From the October 17, 1994 issue of New York Magazine.
Manny Farber is brooding. “Exhibits are an anachronism,” the 77-year-old painter says morosely. His wife, the artist Patricia Patterson, excuses her husband’s dark mood.
“Manny didn’t sleep last night,” she says, “he was so worried about how his paintings were hung.” Farber and Patterson had flown in from San Diego to find the Frumkin/Adams Gallery on 57th Street locked and a painting Farber says he has “been trying to lose for years” in its second-floor window.
“Manny was trying to look at it.” says a witness. “He was in the middle of 57th Street with cars racing by him from either side.”
These show openings drive Farber crazy. Not so much the paintings as the fact that no one wants to talk to him about them. “All people want to talk about is movies.”
Farber, the legendary former movie critic for The New Republic, The Nation, and Artforum, is at once laconic and coiled, like the semi-psychotic heroes of the dark fifties Westerns he once championed. Wiry and erect, with a high, angled forehead framed by soft white hair, he is by turns a galaxy removed and then raspily intimate. (Patterson says that when Farber comes to her openings–where he’s not the center of attention–he insists on bringing the dog, acts bored, and leaves early, saying, “I have to take the dog for a walk.”) I have seen the pair in art museums, entranced, scribbling on sketch pads, communicating as if by telepathy–a process so intimate that I was asked (in pained tones) to go away.
Farber’s also his own best and worst critic. I heard him lecture on movies in San Francisco in 1987. Quixotic and densely evocative, he made constant reference to space–its texture, its porousness, the way an actor possessed it. I’ve never looked at a frame of film the same way, yet every time I see him he apologizes for rambling that night. Rambling suits Farber’s aesthetic, though. In his influential essay “White Elephant Art vs. Termite Art,” he celebrates works that have “no ambitions toward gilt culture but are involved in a kind of squandering-beaverish endeavor that isn’t anywhere or for anything.”
“It’s a good theory,” says Farber. “I’m not dis-proud of it. Unreadable article, though.”
Farber’s paintings suggest huge, multicolored desktops onto which the contents of his psyche have exploded. Enter into a Farber painting and you’re bounced like a pinball from onion plants to cherries to tiny paintings within a painting, hurtled across the frame on long gardening stanchions, and stopped dead by fragments of despairing text–accounts of anxiety dreams that might feature such film friends as Pauline Kael, Nicholas Ray, or Paul Schrader.
At the opening (the exhibit runs through October 15), Julian Schnabel admires the paintings but lumbers around throwing off unkempt criticisms: He wishes Farber would stay with a single image, a single emotion, a single gesture. Farber paraphrases his own termite theory: “I try for a kind of busyness, spillage, surplus….”
“I wish I could do better defending my work,” he says later. “I know exactly what Schnabel’s talking about. You’re not supposed to paint pictures with so much multiplication.” Actually, the best reply would be Farber’s defense of Preston Sturges, who was criticized by the director René Clair for wanting to do everything at once: “What Clair is suggesting,” wrote Farber, “is that Sturges would be considerably improved if he annihilated himself.”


## REQUIRED ACTION
Return the listing in full and exactly, but without a single picture.

*** INFORMATION GIVEN ***

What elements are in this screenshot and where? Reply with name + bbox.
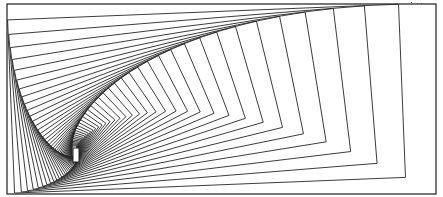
nested-rectangles (8, 4, 406, 193)
speck-mark (417, 3, 418, 4)
nested-rectangle (10, 8, 350, 190)
speck-mark (411, 2, 412, 3)
speck-mark (421, 3, 422, 4)
spiral-drawing (0, 0, 443, 197)
innermost-rectangle (73, 148, 79, 162)
nested-rectangles-figure (0, 0, 443, 197)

*** End of INFORMATION GIVEN ***

## ANSWER FOR THE TASK
What elements are in this screenshot and where? Reply with name + bbox.
nested-rectangles (8, 4, 406, 193)
speck-mark (417, 3, 418, 4)
nested-rectangle (10, 8, 350, 190)
speck-mark (411, 2, 412, 3)
speck-mark (421, 3, 422, 4)
spiral-drawing (0, 0, 443, 197)
innermost-rectangle (73, 148, 79, 162)
nested-rectangles-figure (0, 0, 443, 197)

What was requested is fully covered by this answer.